Friday, December 10, 2010

LG investigating 'quantum dot' TVs


Register Hardware reports: [edited]

LG is to co-operate in the development of quantum dot-derived LED TV displays capable of generating "brighter, richer colours" while consuming a fraction of the energy of today's LEDs.

The South Korean giant said it will work with QD Vision, the US developer of the electroluminescent quantum dot LED - aka QLEDs. The two will try to figure out how to build QD's sub-pixels into a large, flat-panel display matrix.

Quantum dots are semiconductor materials in which the electrons and positive holes are energetically confined in three spatial dimensions. They exist in nanocrystal structures made using a chemical deposition processes.

It's a tricky notion to get your head around unless you're a quantum mechanics boffin, but the upshot is that you apply a voltage to the things and they emit light. Crucially, the voltage is very low, and the light is of a very tight frequency band, resulting in very specific, accurate colours.

Combine electroluminescent quantum dot and a control mechanism and you have a QLED. QD has red, green, blue and yellow sub-pixel QLEDs that can be combined into a single, colour pixel.

Like OLEDs, QLEDs don't require a backlight, but being inorganic they are more stable than OLED pixels. QLED colours are 30-40 per cent more intense than OLEDs can produce, says QD. Since they generate light of a specific colour, they don't require filters to be placed in front of them, which, like the absence of a backlight, will allow very thin screens to be made from QLEDs. And cheaper ones too.

Indeed, QD reckons its QLEDs will not only be printable, but also able to be laid down on flexible substrates.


The task
Search the listing below for the string "Relevance" and copy every line where it occurs.

+--

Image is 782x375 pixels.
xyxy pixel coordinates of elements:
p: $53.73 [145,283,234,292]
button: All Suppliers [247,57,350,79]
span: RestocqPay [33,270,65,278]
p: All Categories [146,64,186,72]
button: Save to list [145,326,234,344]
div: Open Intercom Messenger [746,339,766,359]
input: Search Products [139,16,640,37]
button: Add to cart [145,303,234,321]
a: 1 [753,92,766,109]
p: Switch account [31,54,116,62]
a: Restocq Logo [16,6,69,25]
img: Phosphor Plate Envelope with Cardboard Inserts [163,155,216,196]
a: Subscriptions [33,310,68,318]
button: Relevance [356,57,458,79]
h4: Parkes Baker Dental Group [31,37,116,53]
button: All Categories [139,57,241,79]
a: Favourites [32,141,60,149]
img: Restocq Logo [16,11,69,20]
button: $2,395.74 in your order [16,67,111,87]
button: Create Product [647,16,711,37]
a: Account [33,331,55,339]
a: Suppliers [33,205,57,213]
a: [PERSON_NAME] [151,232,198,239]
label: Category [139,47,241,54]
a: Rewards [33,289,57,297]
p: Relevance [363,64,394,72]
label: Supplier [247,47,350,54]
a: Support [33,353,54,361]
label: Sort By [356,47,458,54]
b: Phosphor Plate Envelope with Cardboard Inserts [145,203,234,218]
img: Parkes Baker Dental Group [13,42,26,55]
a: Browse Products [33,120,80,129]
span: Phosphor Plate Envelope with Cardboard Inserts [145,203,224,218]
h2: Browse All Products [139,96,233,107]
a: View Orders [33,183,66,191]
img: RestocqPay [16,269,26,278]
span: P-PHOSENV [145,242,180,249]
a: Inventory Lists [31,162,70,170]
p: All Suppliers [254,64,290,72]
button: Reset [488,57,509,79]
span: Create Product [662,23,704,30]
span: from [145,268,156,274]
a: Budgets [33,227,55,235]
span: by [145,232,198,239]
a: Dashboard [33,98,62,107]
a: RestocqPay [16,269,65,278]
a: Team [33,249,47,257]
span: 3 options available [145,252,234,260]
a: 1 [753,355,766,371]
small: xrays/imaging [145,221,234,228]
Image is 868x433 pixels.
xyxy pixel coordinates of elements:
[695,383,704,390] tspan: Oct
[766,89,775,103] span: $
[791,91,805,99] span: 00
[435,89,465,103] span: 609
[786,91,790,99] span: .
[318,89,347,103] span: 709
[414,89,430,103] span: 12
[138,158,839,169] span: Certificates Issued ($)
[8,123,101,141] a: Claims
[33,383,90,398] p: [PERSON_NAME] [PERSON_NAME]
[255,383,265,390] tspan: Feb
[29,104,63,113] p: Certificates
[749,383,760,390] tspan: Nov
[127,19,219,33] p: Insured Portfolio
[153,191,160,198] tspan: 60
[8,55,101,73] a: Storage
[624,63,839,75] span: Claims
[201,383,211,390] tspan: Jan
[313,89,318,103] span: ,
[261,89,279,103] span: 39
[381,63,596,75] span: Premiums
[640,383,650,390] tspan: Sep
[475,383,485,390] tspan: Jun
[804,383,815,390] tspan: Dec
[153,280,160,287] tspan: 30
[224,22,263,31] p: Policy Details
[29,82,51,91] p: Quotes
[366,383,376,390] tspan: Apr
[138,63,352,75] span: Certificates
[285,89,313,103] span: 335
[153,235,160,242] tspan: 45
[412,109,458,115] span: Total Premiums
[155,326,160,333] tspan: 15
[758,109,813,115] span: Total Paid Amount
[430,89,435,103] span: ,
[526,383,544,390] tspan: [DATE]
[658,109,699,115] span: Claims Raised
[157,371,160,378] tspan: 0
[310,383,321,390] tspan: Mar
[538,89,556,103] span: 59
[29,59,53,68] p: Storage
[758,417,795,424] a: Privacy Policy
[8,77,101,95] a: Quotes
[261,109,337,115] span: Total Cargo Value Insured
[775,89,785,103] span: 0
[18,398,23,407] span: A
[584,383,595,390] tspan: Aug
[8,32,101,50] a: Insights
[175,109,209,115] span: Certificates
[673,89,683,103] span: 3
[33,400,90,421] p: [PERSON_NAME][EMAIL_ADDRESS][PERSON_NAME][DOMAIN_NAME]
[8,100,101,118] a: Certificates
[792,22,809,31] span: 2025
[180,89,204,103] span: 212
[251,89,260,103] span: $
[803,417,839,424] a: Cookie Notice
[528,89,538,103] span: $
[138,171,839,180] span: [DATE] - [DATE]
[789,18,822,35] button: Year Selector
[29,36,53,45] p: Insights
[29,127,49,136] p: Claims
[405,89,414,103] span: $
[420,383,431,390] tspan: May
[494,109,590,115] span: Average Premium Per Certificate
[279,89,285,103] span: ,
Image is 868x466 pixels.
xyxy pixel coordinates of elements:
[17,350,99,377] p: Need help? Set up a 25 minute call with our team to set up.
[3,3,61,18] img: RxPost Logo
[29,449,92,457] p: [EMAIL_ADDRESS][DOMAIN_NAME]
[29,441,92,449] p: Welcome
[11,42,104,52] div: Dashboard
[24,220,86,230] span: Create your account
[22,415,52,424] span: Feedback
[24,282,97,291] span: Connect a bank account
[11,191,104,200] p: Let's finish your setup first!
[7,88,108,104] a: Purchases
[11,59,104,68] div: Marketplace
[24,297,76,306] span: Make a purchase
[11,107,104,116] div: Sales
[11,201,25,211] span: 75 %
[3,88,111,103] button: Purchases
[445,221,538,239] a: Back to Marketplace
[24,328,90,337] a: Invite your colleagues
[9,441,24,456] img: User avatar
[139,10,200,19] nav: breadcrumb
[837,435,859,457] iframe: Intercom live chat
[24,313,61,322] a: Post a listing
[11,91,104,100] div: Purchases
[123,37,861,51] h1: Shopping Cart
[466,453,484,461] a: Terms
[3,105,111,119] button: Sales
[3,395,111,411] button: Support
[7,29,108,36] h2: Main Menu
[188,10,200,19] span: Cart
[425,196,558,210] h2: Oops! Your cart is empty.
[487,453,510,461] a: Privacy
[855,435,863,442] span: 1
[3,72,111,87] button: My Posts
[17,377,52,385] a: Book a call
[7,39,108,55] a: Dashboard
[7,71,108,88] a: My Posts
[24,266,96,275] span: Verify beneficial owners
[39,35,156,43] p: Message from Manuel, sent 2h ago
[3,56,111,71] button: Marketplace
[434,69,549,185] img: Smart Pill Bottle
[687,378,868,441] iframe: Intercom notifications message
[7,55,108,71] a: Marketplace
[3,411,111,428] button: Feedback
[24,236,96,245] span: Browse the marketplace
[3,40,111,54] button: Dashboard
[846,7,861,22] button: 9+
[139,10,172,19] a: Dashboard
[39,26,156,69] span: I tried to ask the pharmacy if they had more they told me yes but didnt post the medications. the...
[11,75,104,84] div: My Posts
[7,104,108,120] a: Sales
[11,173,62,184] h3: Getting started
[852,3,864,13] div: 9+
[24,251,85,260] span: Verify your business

+--

Task result
button: Relevance [356,57,458,79]
p: Relevance [363,64,394,72]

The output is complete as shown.